StingingVelvet: Alpha Protocol jumps immediately to mind. Most reviewers hated how aiming and stealth was based on stats rather than skill or placement, but my love and experience with games like Morrowind and Deus Ex made me accept that easily.
I loved Velvet Assassin because it played like stealth games of my past like Splinter Cell and Thief 3. Reviewers seemed mad at it for not changing into an action game like Splinter Cell did.
Playing the Gothic games and others like them probably prepared me for Risen, which a lot of reviewers compared to Oblivion instead.
Duke Nukem Forever was derided for playing like an FPS from 2002 rather than 2012, but I played a lot of FPS games in 2002 and loved them, so I liked DNF more than most. The puzzle sections many people thought were boring were like a fucking blessing for me, as I tire of FPS games that are about nothing but reticule placement.
I'm sure there are more.
Since I started playing RPGs with Fallout in 1997 I find myself UNaccepting of a lot of gameplay elements of older RPGs, like say Ultima or Lands of Lore. I ain't drawing no fucking maps, for one thing, and certainly my internet-addled brain has trouble when 10 pages of text pop up to introduce a quest.
We're all products of our experience.
I don't think that I could handle any Ultima's before VII - Those just look way too terrible.
And as much as I want to like Starflight - it's a terrible mess.
And I wish they would finally lay to rest those 8 and 16 bit, top down, RPGs that limited battles to a static screen and a menu with only four basic commands.
But I'm finding quite a bit recently that have been marred by bad reviews but they're taking strikes for game play being too sophisticated when in all reality these titles are dating back to the better console games before everything became all point, click and drag.
Like I think the Legacy of Kain series as well as Devil May Cry 3 really got slapped for popping up as PC ports but those happen to be some of my current favorite games on PC.
I will have to also factor in, however, that I'm playing these games long after they were successfully patched to perfection....much like the case with Enclave which was nowhere near as polished as the copy that GOG now offers.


_Task instructions_
Return the data that follows exactly. Include every line.

Saved entries
▬▬▬▬▬▬
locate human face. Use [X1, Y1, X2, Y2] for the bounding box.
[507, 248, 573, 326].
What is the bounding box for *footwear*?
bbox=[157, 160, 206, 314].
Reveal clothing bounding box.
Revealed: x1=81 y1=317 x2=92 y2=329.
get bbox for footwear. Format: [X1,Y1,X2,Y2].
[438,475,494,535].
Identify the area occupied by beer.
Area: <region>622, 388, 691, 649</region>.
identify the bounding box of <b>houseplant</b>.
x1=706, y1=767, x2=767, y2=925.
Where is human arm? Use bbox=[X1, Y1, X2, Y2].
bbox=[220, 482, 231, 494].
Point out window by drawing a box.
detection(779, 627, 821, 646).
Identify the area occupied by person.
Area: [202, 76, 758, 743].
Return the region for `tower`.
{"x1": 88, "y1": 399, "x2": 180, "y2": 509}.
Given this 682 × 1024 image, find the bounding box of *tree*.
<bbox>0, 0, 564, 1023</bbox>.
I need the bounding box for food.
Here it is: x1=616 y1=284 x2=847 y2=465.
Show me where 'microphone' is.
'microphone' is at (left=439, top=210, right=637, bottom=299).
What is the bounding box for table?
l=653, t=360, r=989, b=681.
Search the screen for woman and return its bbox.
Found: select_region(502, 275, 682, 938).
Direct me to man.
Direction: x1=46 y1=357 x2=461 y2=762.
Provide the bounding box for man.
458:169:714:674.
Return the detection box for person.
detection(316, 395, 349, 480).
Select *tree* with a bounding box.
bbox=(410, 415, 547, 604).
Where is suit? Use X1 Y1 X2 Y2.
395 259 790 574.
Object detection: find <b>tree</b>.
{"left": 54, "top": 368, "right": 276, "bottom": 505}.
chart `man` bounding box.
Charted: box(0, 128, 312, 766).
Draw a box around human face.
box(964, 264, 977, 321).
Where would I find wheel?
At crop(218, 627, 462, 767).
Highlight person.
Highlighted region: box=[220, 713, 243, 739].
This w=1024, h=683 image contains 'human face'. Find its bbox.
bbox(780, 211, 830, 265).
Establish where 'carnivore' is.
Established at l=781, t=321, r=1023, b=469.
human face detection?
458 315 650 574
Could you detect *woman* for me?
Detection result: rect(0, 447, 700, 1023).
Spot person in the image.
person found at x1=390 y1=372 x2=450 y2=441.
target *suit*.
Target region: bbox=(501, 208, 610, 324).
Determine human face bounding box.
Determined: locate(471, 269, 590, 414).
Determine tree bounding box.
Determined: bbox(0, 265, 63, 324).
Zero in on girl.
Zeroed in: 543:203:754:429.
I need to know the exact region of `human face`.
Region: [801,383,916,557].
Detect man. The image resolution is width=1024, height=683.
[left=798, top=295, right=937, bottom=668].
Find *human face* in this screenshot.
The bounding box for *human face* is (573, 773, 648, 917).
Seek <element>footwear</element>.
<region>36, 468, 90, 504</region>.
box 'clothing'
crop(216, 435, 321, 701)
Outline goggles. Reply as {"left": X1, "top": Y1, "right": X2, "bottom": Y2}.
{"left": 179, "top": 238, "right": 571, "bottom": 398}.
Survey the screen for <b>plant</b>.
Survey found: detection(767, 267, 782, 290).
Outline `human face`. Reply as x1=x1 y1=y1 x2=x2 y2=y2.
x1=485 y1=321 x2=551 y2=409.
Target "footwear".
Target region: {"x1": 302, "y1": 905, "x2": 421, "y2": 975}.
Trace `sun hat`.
▬▬▬▬▬▬
_Answer for this exercise_
locate human face. Use [X1, Y1, X2, Y2] for the bounding box.
[507, 248, 573, 326].
What is the bounding box for *footwear*?
bbox=[157, 160, 206, 314].
Reveal clothing bounding box.
Revealed: x1=81 y1=317 x2=92 y2=329.
get bbox for footwear. Format: [X1,Y1,X2,Y2].
[438,475,494,535].
Identify the area occupied by beer.
Area: <region>622, 388, 691, 649</region>.
identify the bounding box of <b>houseplant</b>.
x1=706, y1=767, x2=767, y2=925.
Where is human arm? Use bbox=[X1, Y1, X2, Y2].
bbox=[220, 482, 231, 494].
Point out window by drawing a box.
detection(779, 627, 821, 646).
Identify the area occupied by person.
Area: [202, 76, 758, 743].
Return the region for `tower`.
{"x1": 88, "y1": 399, "x2": 180, "y2": 509}.
Given this 682 × 1024 image, find the bounding box of *tree*.
<bbox>0, 0, 564, 1023</bbox>.
I need the bounding box for food.
Here it is: x1=616 y1=284 x2=847 y2=465.
Show me where 'microphone' is.
'microphone' is at (left=439, top=210, right=637, bottom=299).
What is the bounding box for table?
l=653, t=360, r=989, b=681.
Search the screen for woman and return its bbox.
Found: select_region(502, 275, 682, 938).
Direct me to man.
Direction: x1=46 y1=357 x2=461 y2=762.
Provide the bounding box for man.
458:169:714:674.
Return the detection box for person.
detection(316, 395, 349, 480).
Select *tree* with a bounding box.
bbox=(410, 415, 547, 604).
Where is suit? Use X1 Y1 X2 Y2.
395 259 790 574.
Object detection: find <b>tree</b>.
{"left": 54, "top": 368, "right": 276, "bottom": 505}.
chart `man` bounding box.
Charted: box(0, 128, 312, 766).
Draw a box around human face.
box(964, 264, 977, 321).
Where would I find wheel?
At crop(218, 627, 462, 767).
Highlight person.
Highlighted region: box=[220, 713, 243, 739].
This w=1024, h=683 image contains 'human face'. Find its bbox.
bbox(780, 211, 830, 265).
Establish where 'carnivore' is.
Established at l=781, t=321, r=1023, b=469.
human face detection?
458 315 650 574
Could you detect *woman* for me?
Detection result: rect(0, 447, 700, 1023).
Spot person in the image.
person found at x1=390 y1=372 x2=450 y2=441.
target *suit*.
Target region: bbox=(501, 208, 610, 324).
Determine human face bounding box.
Determined: locate(471, 269, 590, 414).
Determine tree bounding box.
Determined: bbox(0, 265, 63, 324).
Zero in on girl.
Zeroed in: 543:203:754:429.
I need to know the exact region of `human face`.
Region: [801,383,916,557].
Detect man. The image resolution is width=1024, height=683.
[left=798, top=295, right=937, bottom=668].
Find *human face* in this screenshot.
The bounding box for *human face* is (573, 773, 648, 917).
Seek <element>footwear</element>.
<region>36, 468, 90, 504</region>.
box 'clothing'
crop(216, 435, 321, 701)
Outline goggles. Reply as {"left": X1, "top": Y1, "right": X2, "bottom": Y2}.
{"left": 179, "top": 238, "right": 571, "bottom": 398}.
Survey the screen for <b>plant</b>.
Survey found: detection(767, 267, 782, 290).
Outline `human face`. Reply as x1=x1 y1=y1 x2=x2 y2=y2.
x1=485 y1=321 x2=551 y2=409.
Target "footwear".
Target region: {"x1": 302, "y1": 905, "x2": 421, "y2": 975}.
Trace `sun hat`.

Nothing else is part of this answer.